On the day Brooks Robinson was inducted into the Baseball Hall of Fame, it felt like the emotional outpouring of a kind of extended family.
On one side of this massive crowd in Cooperstown, New York, there was Mayor William Donald Schaefer and Baltimore County Executive Don Hutchinson leading cheers, and over there on the other side, a cab driver out of Dundalk named “Wild Bill” Hagy was contorting his body to read something resembling “ORIOLES” as thousands hollered back at him.
“And then I count another blessing,” Brooks Robinson told the big gathering between cheers. “That is Baltimore. That is Baltimore. .… I share this day with my adopted home town. … Baltimore, thank you, I love you all.”
Was there ever a more heartfelt connection between a ballplayer and town as Brooksie and Baltimore? Or a nicer way of saying it than Brooks’ line when they unveiled one of the statues of him downtown: “I don’t think of you as my fans. I think of you as my friends.”
And was there ever a greater heartache over a ballplayer than there was yesterday when the awful news broke that Robinson, at 86, had died?

At Cooperstown on that August afternoon in 1983, I stood for a little while with Don Hutchinson, whose eyes were rimmed as Robinson entered the hall.
“The thing about Brooks,” he said, “is that he still doesn’t understand the amount of affection people have for him. He’s the same guy now that he always was. Not a piece of this has gone to his head.”
And yet, only a man so personally unassuming could have kept his ego in check with the fullness of affection Baltimoreans had for him.
There was the summer Reggie Jackson said they’d name a candy bar after him if he played in New York. At Memorial Stadium when they held a “Thanks, Brooks Day” that summer, the old Associated Press sports editor Gordon Beard told the packed house, “In Baltimore, nobody’s ever named a candy bar after Brooks. We name our children after him.”
At Cooperstown, baseball officials said they’d never seen a crowd as large as the one for Brooks. The town’s streets were glutted with folks wearing Orioles jerseys. Hotel rooms were booked for miles around.
In nearby Oneonta that weekend, the owner of a Town House Motor Inn told me, “When it was announced that Brooks Robinson was voted in, within two hours there was a thousand-room shortage. My phones never stopped. I’ve lived here all my life. Believe me, the closest thing to this was Mickey Mantle’s induction, and there weren’t half as many people for that.”
What brought about such an outpouring of affection?
It wasn’t just Brooksie’s ability to dive behind third and stuff a double into his glove — though nobody ever did it better. And it wasn’t just his clutch hitting across two decades — though few did it better.
He was a man of uncommon kindness. In that sweet post-war era when Major League Baseball and pro football were each born here, Brooks set the standard for personal decency for a few generations of athletes.
He was the role model for parents to point to when they wanted their kids to do the right thing. Years ago, the sports editor John Steadman asked Robinson’s mother where her son developed such a kind disposition.
She said the Robinson family lived across the street from a school for children with various handicaps. They were his playmates, his mother said.
When I asked him about it one day at lunch, Brooks said, “Well, I don’t know. I just saw them as my friends.”

I was lucky enough to know him as a friend. A handful of us — Richard Sher, Ron Matz, Stan “the Fan” Charles, Tom Davis and I — had a bunch of lunches with him. Brooks would eat between greetings from fans stopping by to say hello, to grab an autograph, or to say they’d named a child after him. He was always gracious.
One time, I mentioned I’d heard his first Orioles appearance on the radio. I remembered that he went 2-for-4 against Chuck Stobbs of the Washington Senators.
“And I drove in a run, too,” Brooks said. “I was so happy, I called my mom and dad back in Little Rock and I told them, ‘This is a piece of cake up here.’ Then I hung up the phone and went oh-for-my-next-18.”
My generation of Orioles fans feels we’ve lost more than a ballplayer. He was the emblem of modern Baltimore sports when they were first born in the mid-1950s. The Orioles arrived in 1954, and Brooks arrived at the end of the ’55 season. For local baseball fans, he was there virtually since the beginning of time.
We’re not just bidding farewell to a ballplayer, or even an old friend. We’re saying so long to youth and play and good cheer, which Brooks Robinson personified.

Michael Olesker’s latest book, “Boogie: Life on A Merry-Go-Round,” was recently published by Apprentice House. It’s the life story of Baltimore legend Leonard “Boogie” Weinglass, an original “Diner” guy who grew up to create the Merry-Go-Round clothing chain and contribute millions to charities.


*THE PROBLEM:* Set down, exactly as they stand, the lines from the one containing "Image resolution: width=884" through the last line of the records below, leaving every picture out.

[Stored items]
[Start of section]
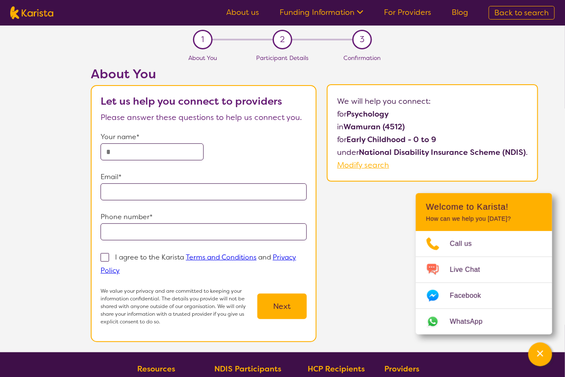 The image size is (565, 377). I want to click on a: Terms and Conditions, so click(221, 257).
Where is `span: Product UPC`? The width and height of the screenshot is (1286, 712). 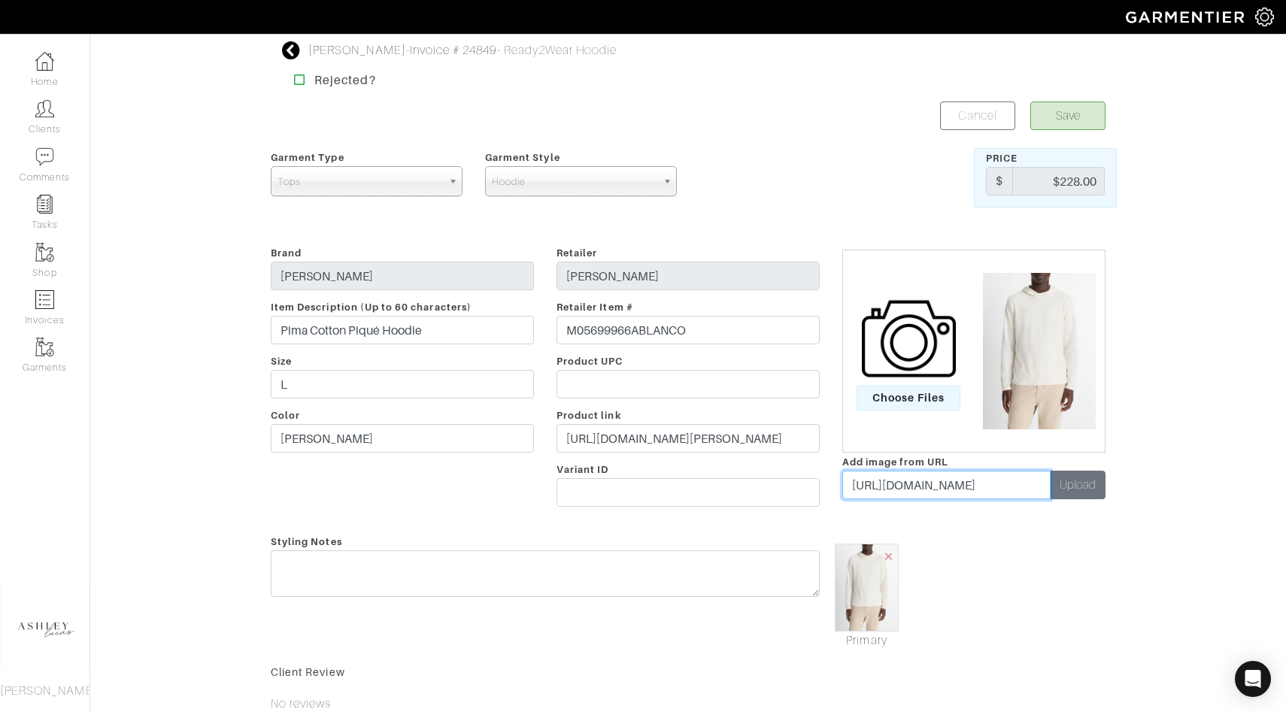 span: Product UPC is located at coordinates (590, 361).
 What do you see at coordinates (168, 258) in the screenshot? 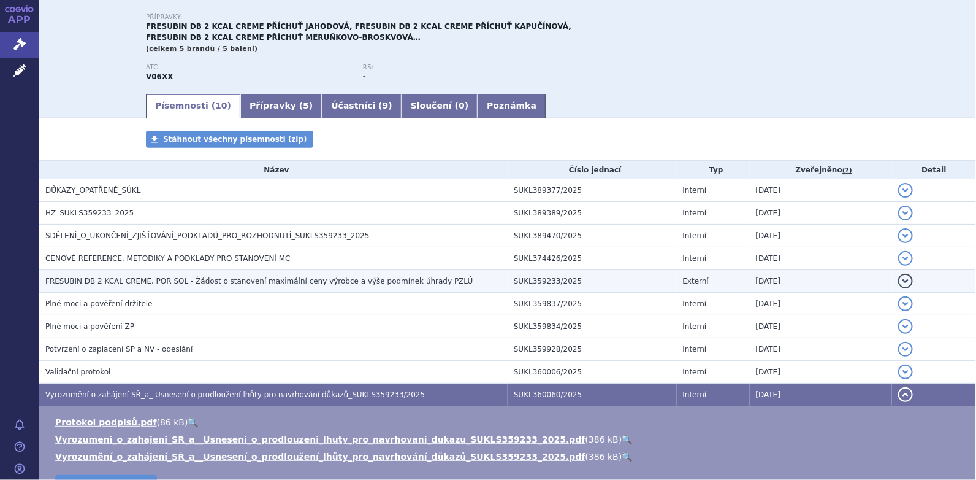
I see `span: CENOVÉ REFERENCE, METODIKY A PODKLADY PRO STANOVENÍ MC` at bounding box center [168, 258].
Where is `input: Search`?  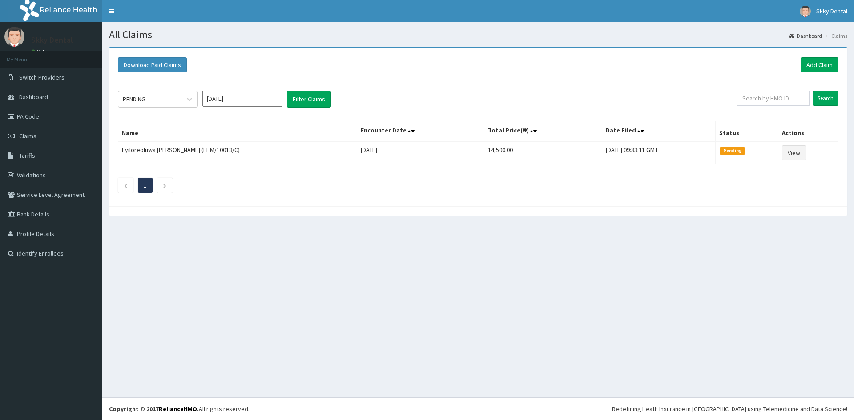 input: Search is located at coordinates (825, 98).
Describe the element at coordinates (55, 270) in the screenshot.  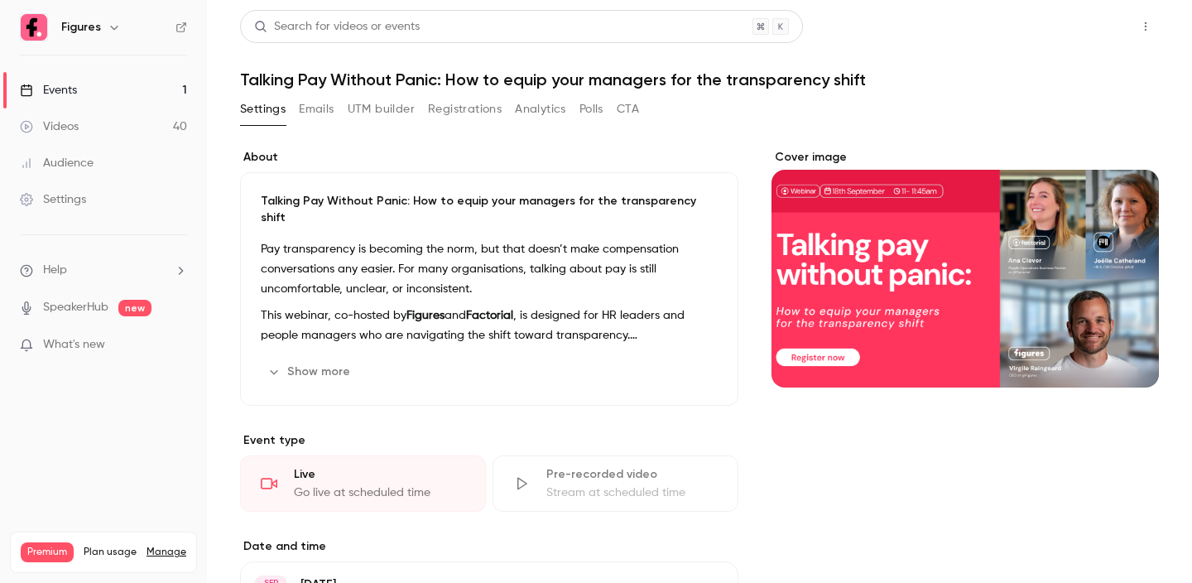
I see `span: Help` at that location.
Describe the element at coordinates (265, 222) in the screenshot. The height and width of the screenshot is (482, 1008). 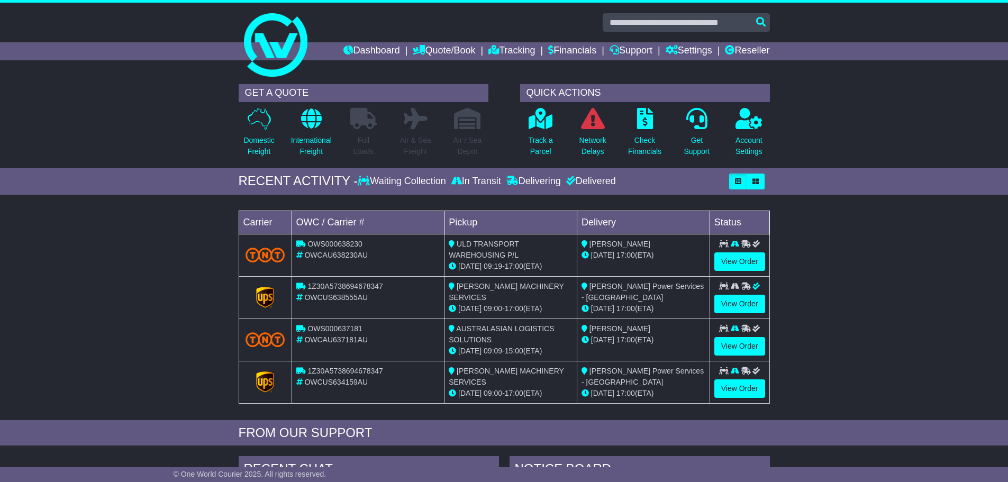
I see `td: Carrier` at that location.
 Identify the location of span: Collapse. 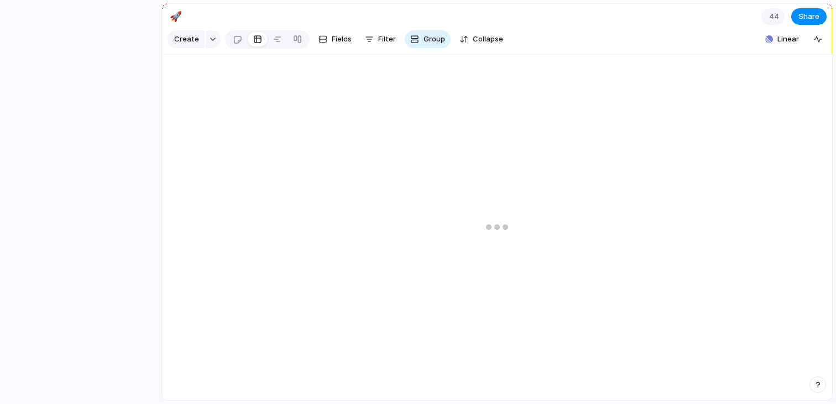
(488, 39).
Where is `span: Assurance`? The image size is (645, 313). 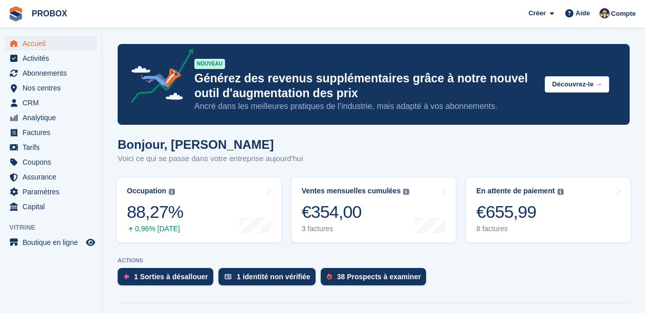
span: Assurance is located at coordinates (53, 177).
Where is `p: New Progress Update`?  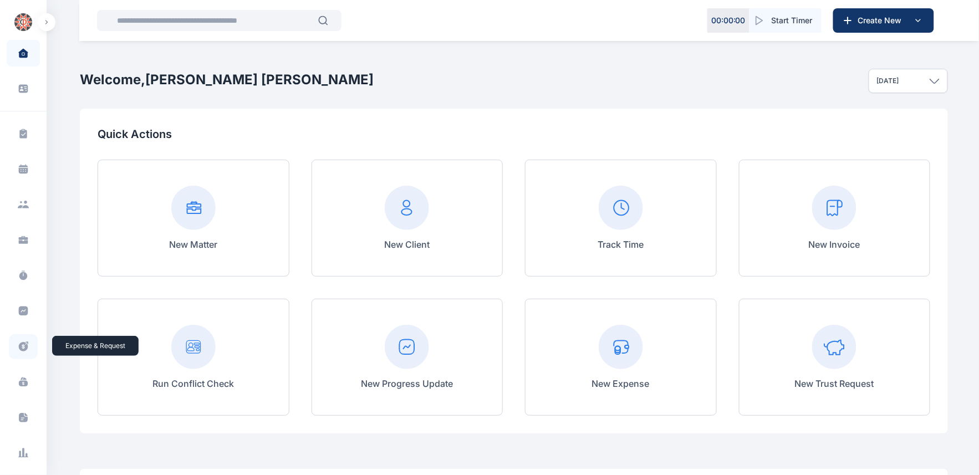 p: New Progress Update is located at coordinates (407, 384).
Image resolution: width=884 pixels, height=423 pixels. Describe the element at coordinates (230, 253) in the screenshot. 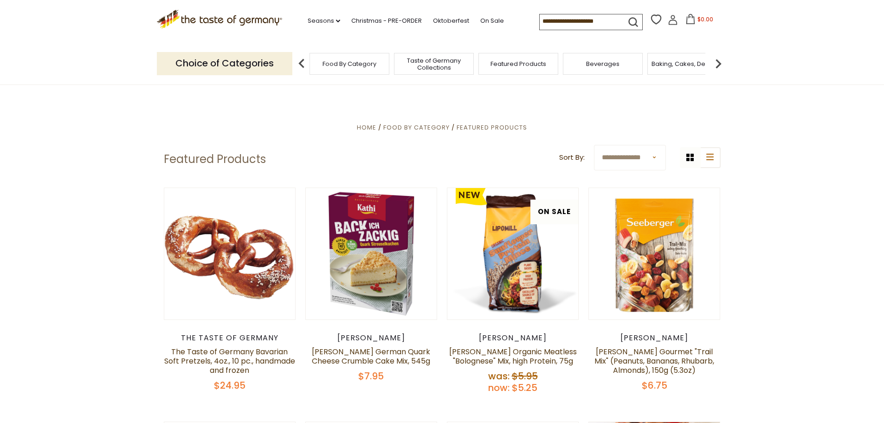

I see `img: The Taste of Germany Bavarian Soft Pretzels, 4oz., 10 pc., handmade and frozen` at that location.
[End of section]
*TASK OUTPUT:*
Image resolution: width=884 pixels, height=423 pixels. Describe the element at coordinates (230, 253) in the screenshot. 

I see `img: The Taste of Germany Bavarian Soft Pretzels, 4oz., 10 pc., handmade and frozen` at that location.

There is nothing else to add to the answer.